When I first rewrote IRLib from IRremote one of the main features was the sendGeneric and decodeGeneric methods which eliminated a lot of duplicate code. It did however get a little bit complicated trying to handle variable marks and variable spaces in the same function. With much more experience I have discovered that Sony is the only protocol of about 50 I've seen that uses variable marks. In an upcoming version of IRLib the Sony protocol will no longer use the generic routines and the generic routines will only be able to use variable spaces. So for future reference you might want to either change your homemade protocol to use variable spaces or you will have to write your own send and decode routines.

In the interim I've noticed that you use a stop bit of true but Sony does not. All of the other protocols that use variable spaces use a stop bit. That may be your problem. Try turning off the stop bit.

Also try uncommenting IRLIB_TRACE in IRLib.h at approximately

  1. That will turn on some debugging information that will tell you why the decoder rejected the data.
lhk commented 8 years ago

Thank you for the quick answer. I reworked my marks and spaces, now with different spaces. Didn't work. I turned on the debugging information and read your code again. Apparently the receivers RawCount is not necessarily the number of bits that was sent. For the 2 bits in my two test scenarios the decoder registered 8 samples. For 3 bits that became 10. And 4 bits create 12 raw samples.

Seems like a linear dependence. Is that correct ? RawCount = numBits*2 +4 ?

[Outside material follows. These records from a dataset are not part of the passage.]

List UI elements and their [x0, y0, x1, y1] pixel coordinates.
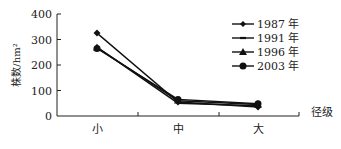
x-category-label: 小 [92, 123, 103, 136]
series-lines [97, 33, 258, 107]
legend-label: 2003 年 [257, 59, 300, 73]
circle-marker-icon [240, 63, 247, 70]
y-tick-label: 0 [45, 110, 52, 123]
series-1987 [97, 33, 258, 107]
y-tick-label: 400 [31, 8, 52, 21]
y-tick-label: 300 [31, 34, 52, 47]
legend-item: 1991 年 [232, 31, 300, 45]
series-2003 [97, 49, 258, 104]
legend-label: 1991 年 [257, 31, 300, 45]
x-category-label: 大 [253, 122, 264, 136]
legend: 1987 年 1991 年 1996 年 2003 年 [232, 17, 300, 73]
x-axis-label: 径级 [311, 106, 333, 119]
y-tick-label: 200 [31, 59, 52, 72]
line-chart: 400 300 200 100 0 株数/hm² 小 中 大 径级 [0, 0, 341, 149]
y-tick-label: 100 [31, 85, 52, 98]
x-axis: 小 中 大 径级 [57, 106, 333, 136]
legend-label: 1996 年 [257, 45, 300, 59]
series-markers [93, 30, 262, 111]
circle-marker-icon [175, 96, 182, 103]
diamond-marker-icon [240, 21, 246, 27]
circle-marker-icon [255, 100, 262, 107]
y-axis: 400 300 200 100 0 株数/hm² [10, 8, 61, 123]
legend-item: 1996 年 [232, 45, 300, 59]
y-axis-label: 株数/hm² [10, 43, 22, 86]
legend-label: 1987 年 [257, 17, 300, 31]
legend-item: 1987 年 [232, 17, 300, 31]
circle-marker-icon [94, 45, 101, 52]
x-category-label: 中 [173, 123, 184, 136]
legend-item: 2003 年 [232, 59, 300, 73]
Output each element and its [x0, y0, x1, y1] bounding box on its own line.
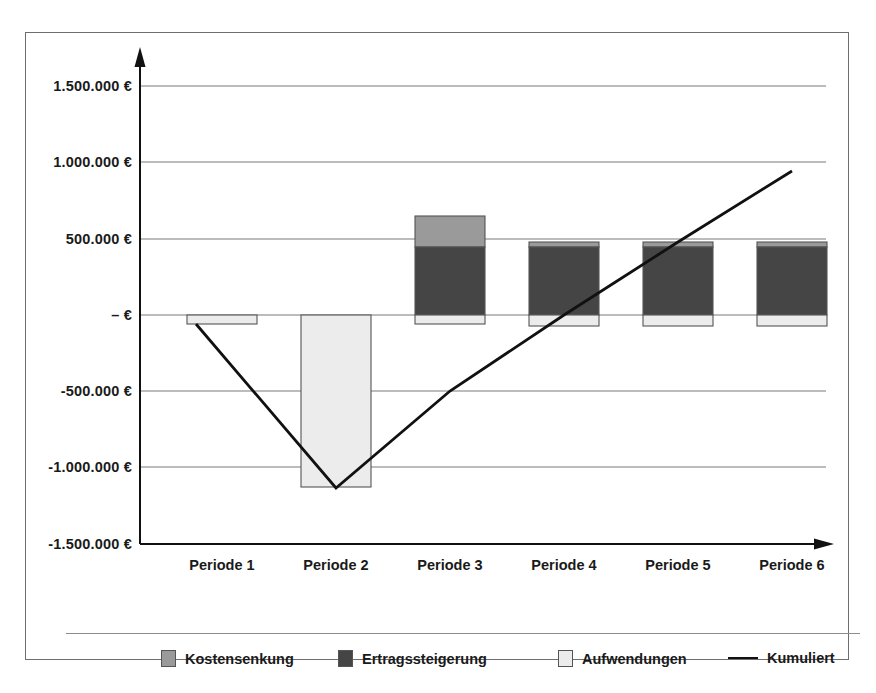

But after reading the code I think it should be +3: Head Mark and Space = 2 bits, mark and space for each bit = 2_numBits, stopBit = 1 bit => numBits_2 +3

With these changes the receiver can decode the transmission.

cyborg5 commented 8 years ago

Yes you have one entry is the gap, 2 for the header, and one for the final bit means there are four extra. And it takes two counts per bit Mark and a Space. You actually compute bits from the raw count. In decodeGeneric look for bits= Mode however inside that method the count is a variable called "offset".